Executive of the World Health Organization (WHERE) responsible for the coordination of his teams in the Gaza Strip said yesterday Wednesday that he saw patients who simply “they were waiting for death” in enclave hospitals, whose operation faces unimaginable problems due to the war, speaking to the press yesterday Wednesday at the UN headquarters in New York.
After five weeks in the Palestinian enclave, Sean Casey, WHO coordinator, said he was seeing patients in hospitals every day with “very severe burns”, with “open fractures”, waiting “hours and days” for care. “They often asked me for food or water,” which “shows the level of desperation,” he continued.
Mr. Casey pointed out that he was able to visit only six of the 16 hospitals in the Gaza Strip where activity continues. Before the war broke out, 36 were operating in the enclave. “What I personally saw is the rapid deterioration of the state of the health system“, he summarized, at the same time as “the reduction of access to humanitarian aid, especially in the northern areas of the (Gaza) Strip”.
“We tried every day, for seven days, to deliver fuel and supplies north of Gaza City. Every day, our requests were being denied“, he narrated. In her hospitals Gaza Strip the arrival of wounded is unstoppable, while the medical and nursing staff has been reduced to a minimum, as its members, like the vast majority of the population, have been displaced from their homes.
Mr Casey said he saw patients in the northern Gaza Strip simply “waiting to die in a hospital with no fuel, no electricity, no water”. The trigger for the war that caused widespread destruction in the small Palestinian enclave and displaced more than 80% of the population was the unprecedented attack by its military arm Hamas against southern areas of Israel on October 7, when some 1,140 people, mostly civilians, were killed, according to an AFP tally based on official statements from the authorities.
Israel's civil-military leadership has vowed to “wipe out” the Palestinian Islamist movement in power in the enclave since 2007, and retaliatory military operations since then have killed at least 24,448 people, the vast majority of them women and children, according to the latest health ministry tally. of Hamas. The UN warns that the risk of “famine” and the occurrence of “deadly epidemics” is now increasing in the Gaza Strip.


◆ **WHAT IS EXPECTED**
Copy the data exactly. Leave nothing out.

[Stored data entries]

* * * *

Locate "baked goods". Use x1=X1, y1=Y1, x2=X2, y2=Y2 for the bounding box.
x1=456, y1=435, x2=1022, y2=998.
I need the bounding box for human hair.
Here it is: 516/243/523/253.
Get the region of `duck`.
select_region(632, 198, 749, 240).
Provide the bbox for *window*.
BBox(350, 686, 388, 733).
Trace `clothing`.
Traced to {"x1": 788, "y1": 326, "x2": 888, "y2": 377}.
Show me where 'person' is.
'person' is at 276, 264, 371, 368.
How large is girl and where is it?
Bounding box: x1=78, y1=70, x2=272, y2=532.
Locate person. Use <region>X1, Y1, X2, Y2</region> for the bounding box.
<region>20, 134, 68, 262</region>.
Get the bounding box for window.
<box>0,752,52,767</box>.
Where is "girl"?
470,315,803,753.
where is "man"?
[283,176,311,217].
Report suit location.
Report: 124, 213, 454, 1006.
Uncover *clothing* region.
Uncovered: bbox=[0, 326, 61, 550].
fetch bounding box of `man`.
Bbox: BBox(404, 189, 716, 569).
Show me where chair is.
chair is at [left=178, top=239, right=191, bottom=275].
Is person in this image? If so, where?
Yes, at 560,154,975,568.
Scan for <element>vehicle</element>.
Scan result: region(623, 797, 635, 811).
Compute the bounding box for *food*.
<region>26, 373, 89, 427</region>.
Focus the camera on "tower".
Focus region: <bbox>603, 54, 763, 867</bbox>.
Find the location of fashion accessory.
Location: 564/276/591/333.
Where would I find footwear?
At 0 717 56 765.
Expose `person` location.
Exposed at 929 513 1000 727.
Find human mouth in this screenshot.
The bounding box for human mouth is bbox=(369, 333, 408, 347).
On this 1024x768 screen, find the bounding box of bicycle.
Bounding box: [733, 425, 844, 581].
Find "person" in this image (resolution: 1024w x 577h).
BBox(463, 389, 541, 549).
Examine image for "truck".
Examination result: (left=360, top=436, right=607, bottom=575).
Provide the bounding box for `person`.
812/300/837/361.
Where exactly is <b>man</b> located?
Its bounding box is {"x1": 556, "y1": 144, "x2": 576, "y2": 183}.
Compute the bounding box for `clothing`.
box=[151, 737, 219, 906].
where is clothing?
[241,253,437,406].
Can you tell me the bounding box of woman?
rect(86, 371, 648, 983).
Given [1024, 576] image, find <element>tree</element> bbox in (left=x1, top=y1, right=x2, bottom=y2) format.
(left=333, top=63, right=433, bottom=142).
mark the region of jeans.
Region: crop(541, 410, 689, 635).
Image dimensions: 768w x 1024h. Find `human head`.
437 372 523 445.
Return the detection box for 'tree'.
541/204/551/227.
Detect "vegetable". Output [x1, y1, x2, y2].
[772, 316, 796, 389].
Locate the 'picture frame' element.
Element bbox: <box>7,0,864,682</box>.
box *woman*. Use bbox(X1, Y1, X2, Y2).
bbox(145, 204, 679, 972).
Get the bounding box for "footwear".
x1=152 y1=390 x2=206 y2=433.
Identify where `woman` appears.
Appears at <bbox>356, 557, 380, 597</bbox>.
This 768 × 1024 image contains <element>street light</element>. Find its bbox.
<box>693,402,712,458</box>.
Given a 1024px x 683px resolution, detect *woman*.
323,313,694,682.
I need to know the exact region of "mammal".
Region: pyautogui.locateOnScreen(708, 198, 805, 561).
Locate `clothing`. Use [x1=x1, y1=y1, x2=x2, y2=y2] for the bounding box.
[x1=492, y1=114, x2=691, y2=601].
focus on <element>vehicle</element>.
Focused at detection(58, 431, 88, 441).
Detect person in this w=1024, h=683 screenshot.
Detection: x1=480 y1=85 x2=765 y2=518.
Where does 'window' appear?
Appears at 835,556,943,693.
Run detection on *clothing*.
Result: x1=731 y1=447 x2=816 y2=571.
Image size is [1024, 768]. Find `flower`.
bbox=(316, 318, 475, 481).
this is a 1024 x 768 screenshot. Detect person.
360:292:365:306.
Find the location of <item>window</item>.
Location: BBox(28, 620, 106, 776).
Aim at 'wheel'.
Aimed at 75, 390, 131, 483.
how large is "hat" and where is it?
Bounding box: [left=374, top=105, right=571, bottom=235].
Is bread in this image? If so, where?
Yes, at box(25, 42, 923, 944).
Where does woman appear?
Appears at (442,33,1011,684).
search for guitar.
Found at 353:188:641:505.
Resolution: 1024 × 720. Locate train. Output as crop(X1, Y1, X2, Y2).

* * * *

◆ **ANSWER BELOW**
Locate "baked goods". Use x1=X1, y1=Y1, x2=X2, y2=Y2 for the bounding box.
x1=456, y1=435, x2=1022, y2=998.
I need the bounding box for human hair.
Here it is: 516/243/523/253.
Get the region of `duck`.
select_region(632, 198, 749, 240).
Provide the bbox for *window*.
BBox(350, 686, 388, 733).
Trace `clothing`.
Traced to {"x1": 788, "y1": 326, "x2": 888, "y2": 377}.
Show me where 'person' is.
'person' is at 276, 264, 371, 368.
How large is girl and where is it?
Bounding box: x1=78, y1=70, x2=272, y2=532.
Locate person. Use <region>X1, Y1, X2, Y2</region> for the bounding box.
<region>20, 134, 68, 262</region>.
Get the bounding box for window.
<box>0,752,52,767</box>.
Where is "girl"?
470,315,803,753.
where is "man"?
[283,176,311,217].
Report suit location.
Report: 124, 213, 454, 1006.
Uncover *clothing* region.
Uncovered: bbox=[0, 326, 61, 550].
fetch bounding box of `man`.
Bbox: BBox(404, 189, 716, 569).
Show me where chair is.
chair is at [left=178, top=239, right=191, bottom=275].
Is person in this image? If so, where?
Yes, at 560,154,975,568.
Scan for <element>vehicle</element>.
Scan result: region(623, 797, 635, 811).
Compute the bounding box for *food*.
<region>26, 373, 89, 427</region>.
Focus the camera on "tower".
Focus region: <bbox>603, 54, 763, 867</bbox>.
Find the location of fashion accessory.
Location: 564/276/591/333.
Where would I find footwear?
At 0 717 56 765.
Expose `person` location.
Exposed at 929 513 1000 727.
Find human mouth in this screenshot.
The bounding box for human mouth is bbox=(369, 333, 408, 347).
On this 1024x768 screen, find the bounding box of bicycle.
Bounding box: [733, 425, 844, 581].
Find "person" in this image (resolution: 1024w x 577h).
BBox(463, 389, 541, 549).
Examine image for "truck".
Examination result: (left=360, top=436, right=607, bottom=575).
Provide the bounding box for `person`.
812/300/837/361.
Where exactly is <b>man</b> located?
Its bounding box is {"x1": 556, "y1": 144, "x2": 576, "y2": 183}.
Compute the bounding box for `clothing`.
box=[151, 737, 219, 906].
where is clothing?
[241,253,437,406].
Can you tell me the bounding box of woman?
rect(86, 371, 648, 983).
Given [1024, 576] image, find <element>tree</element> bbox in (left=x1, top=y1, right=x2, bottom=y2) format.
(left=333, top=63, right=433, bottom=142).
mark the region of jeans.
Region: crop(541, 410, 689, 635).
Image dimensions: 768w x 1024h. Find `human head`.
437 372 523 445.
Return the detection box for 'tree'.
541/204/551/227.
Detect "vegetable". Output [x1, y1, x2, y2].
[772, 316, 796, 389].
Locate the 'picture frame' element.
Element bbox: <box>7,0,864,682</box>.
box *woman*. Use bbox(X1, Y1, X2, Y2).
bbox(145, 204, 679, 972).
Get the bounding box for "footwear".
x1=152 y1=390 x2=206 y2=433.
Identify where `woman` appears.
Appears at <bbox>356, 557, 380, 597</bbox>.
This 768 × 1024 image contains <element>street light</element>. Find its bbox.
<box>693,402,712,458</box>.
Given a 1024px x 683px resolution, detect *woman*.
323,313,694,682.
I need to know the exact region of "mammal".
Region: pyautogui.locateOnScreen(708, 198, 805, 561).
Locate `clothing`. Use [x1=x1, y1=y1, x2=x2, y2=y2] for the bounding box.
[x1=492, y1=114, x2=691, y2=601].
focus on <element>vehicle</element>.
Focused at detection(58, 431, 88, 441).
Detect person in this w=1024, h=683 screenshot.
Detection: x1=480 y1=85 x2=765 y2=518.
Where does 'window' appear?
Appears at 835,556,943,693.
Run detection on *clothing*.
Result: x1=731 y1=447 x2=816 y2=571.
Image size is [1024, 768]. Find `flower`.
bbox=(316, 318, 475, 481).
this is a 1024 x 768 screenshot. Detect person.
360:292:365:306.
Find the location of <item>window</item>.
Location: BBox(28, 620, 106, 776).
Aim at 'wheel'.
Aimed at 75, 390, 131, 483.
how large is "hat" and where is it?
Bounding box: [left=374, top=105, right=571, bottom=235].
Is bread in this image? If so, where?
Yes, at box(25, 42, 923, 944).
Where does woman appear?
Appears at (442,33,1011,684).
search for guitar.
Found at 353:188:641:505.
Resolution: 1024 × 720. Locate train. Output as crop(X1, Y1, X2, Y2).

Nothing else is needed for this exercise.